Biden’s calamitous missteps on foreign policy remind us of the early Clinton Administration. Clinton had been the young governor of a small, inland U.S. state, and he had little experience with foreign policy. He came to Washington, D.C., following foreign policy giants Ronald Reagan and George H.W. Bush. Their accomplishments were historic: they avoided World War III yet won the Cold War. Bush shepherded the UN through its first post-Cold War crisis, liberating Kuwait from Iraq.

In contrast, Bill Clinton first foisted a gay rights’ agenda on the Pentagon—the watered-down “Don’t Ask, Don’t Tell” policy—and his attention soon centered on a socialized healthcare scheme and other budget-busting social programs. It is no wonder that the untested Clinton seemed unable to cope with foreign policy challenges in his first two years in office. Those challenges included Saddam Hussein’s massacre of his own citizens, the UN’s corrupt Oil-for-Food program, increased Islamist violence and the first World Trade Center attack in 1993, failing states such as Afghanistan and Somalia, and ethnic cleansing in Darfur (Sudan), Rwanda, and Bosnia. The Republican victory in the 1994 midterm elections forced Clinton to the political center. Over time he grew into the role of commander-in-chief of the world’s greatest superpower.

Obama’s first two years were reminiscent of Bill Clinton. His administration focused on a dramatic expansion of the welfare state, particularly healthcare. When it came to foreign policy, Obama turned on Iranian democracy activists, instead offering an “open hand” to the ayatollahs to get a nuclear deal done. The Obama administration idealistically focused on climate change, to the detriment of U.S. energy security. The Obama administration’s lax border policies began a process of unraveling border security.

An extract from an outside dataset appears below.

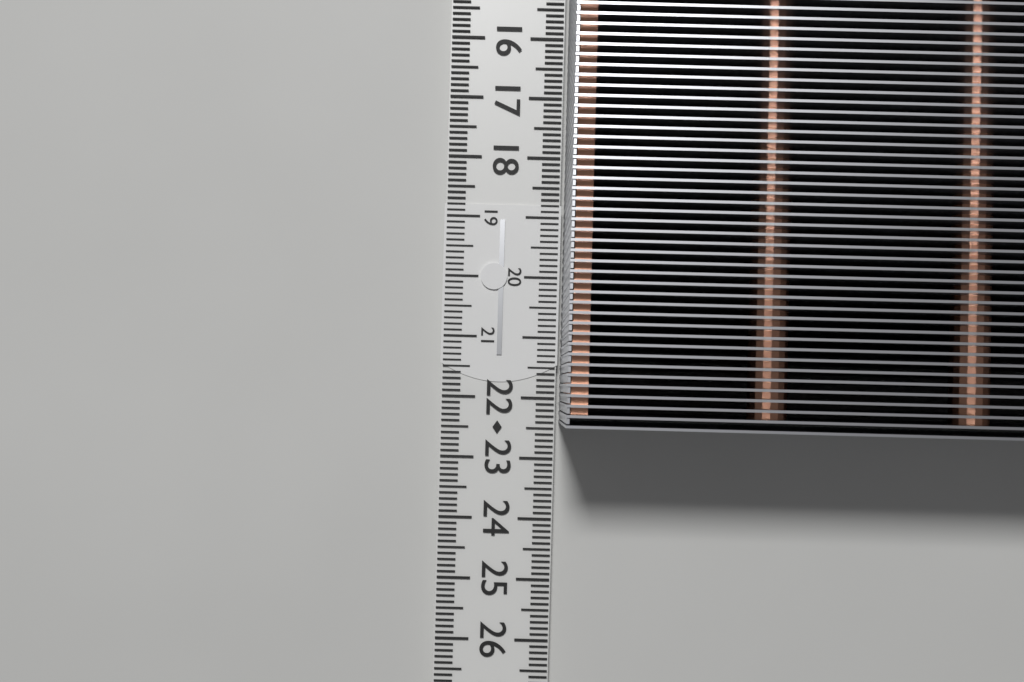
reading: 22.4 cm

Obama’s destabilization of Libya caused a meltdown, as Libyan weapons spread across the Middle East and the Sahel and millions of refugees fled to Europe. Remember the Americans who tragically died at Benghazi? That was the Obama Administration. All of this, and more, started the downward spiraling perception of U.S. weakness by Moscow and Beijing, resulting in Putin’s invasions of Georgia, Ukraine, and elsewhere during the second Obama term—and Joe Biden, as Obama’s vice president, claimed to be at the center of the action.

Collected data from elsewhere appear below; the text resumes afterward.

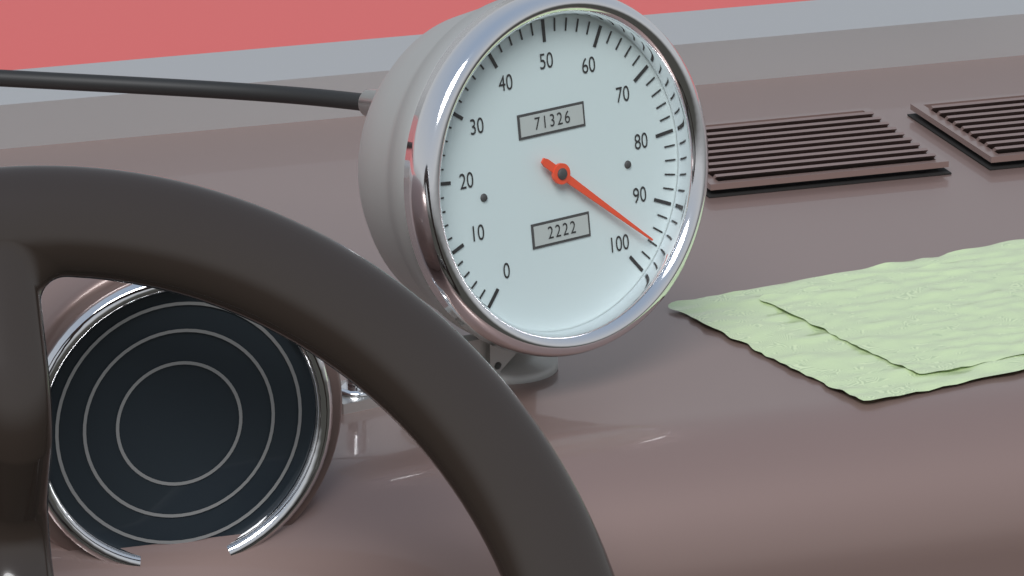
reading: 96 (no unit)
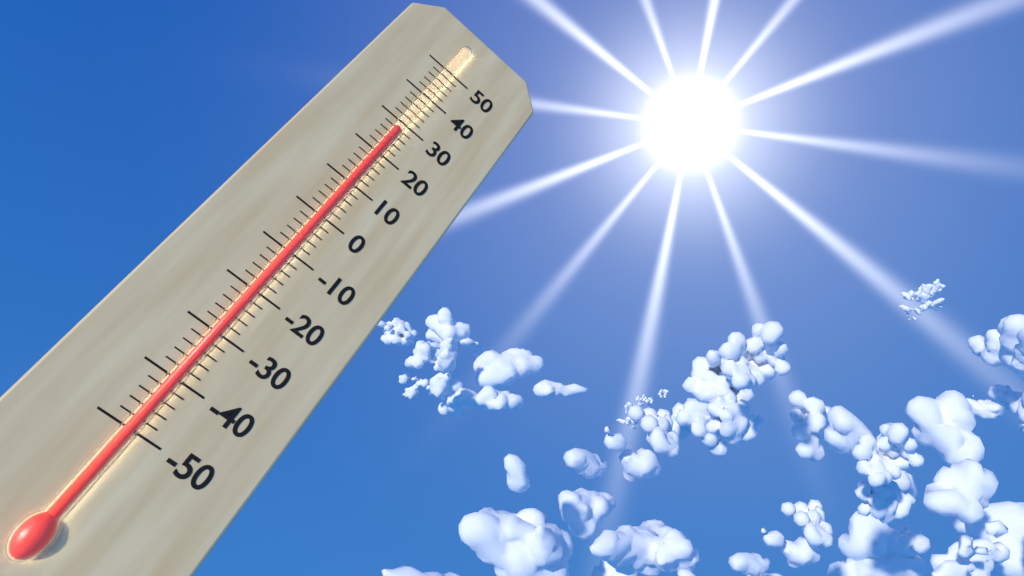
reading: 28 (no unit)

Joe Biden came into office with an intention to mix social engineering and defense policy.

President Biden should not have needed a learning curve after decades serving in the U.S. Senate on the Foreign Relations Committee and eight years as vice-president. But, as former Defense Secretary Robert Gates rightly observed, Biden “has been wrong on nearly every major foreign policy and national security issue over the past four decades.”

Joe Biden came into office with an intention to mix social engineering and defense policy. He signed National Security Memorandum 4 just two weeks after his inauguration, and the document was not focused on any major international threats, such as North Korea or China. Instead, its title signaled his national security agenda: “Advancing the Human Rights of Lesbian, Gay, Bisexual, Transgender, Queer, and Intersex Persons Around the World.”

President Biden’s foreign policy misssteps, gaffes, unwise actions, and ideological tantrums are too lengthy to list, but a few include his refusal to arm Ukraine throughout 2021, lowering restrictions on Communist Cuba and Venezuela, attacking the pro-life, pro-marriage president of Guatemala, and moving the United States from energy independence to an energy crisis—not to mention that our southern border is still in chaos.

The president's disaster in Afghanistan continues. The four-point security deal hammered out between Trump and the Taliban has never been taken seriously. Biden likes to trumpet that Americans aren’t dying in Afghanistan on his watch, but that just is not true. Thirteen Americans were killed in our embarrassing retreat. In the year before that, zero Americans were killed in Afghanistan.

The surrender of Afghanistan to extremism is a strategic failure. Previously, our limited presence helped stem the tide of Islamist violence, protected religious minorities, and was the keystone of a Central Asia security architecture promising generational change for all Afghans, not just a male-dominated Pashtun group.

Joe Biden bears responsibility for all of this. Would a resounding defeat for Democrats in the upcoming midterms, as happened to Clinton and Obama, push him toward the center? Time may tell.


Eric Patterson

Eric Patterson is president and CEO of the Victims of Communism Memorial Foundation in Washington, D.C., and past dean of the School of Government at Regent University. He is the author or editor of more than 20 books, including Just American Wars, Politics in a Religious World, and Ending Wars Well.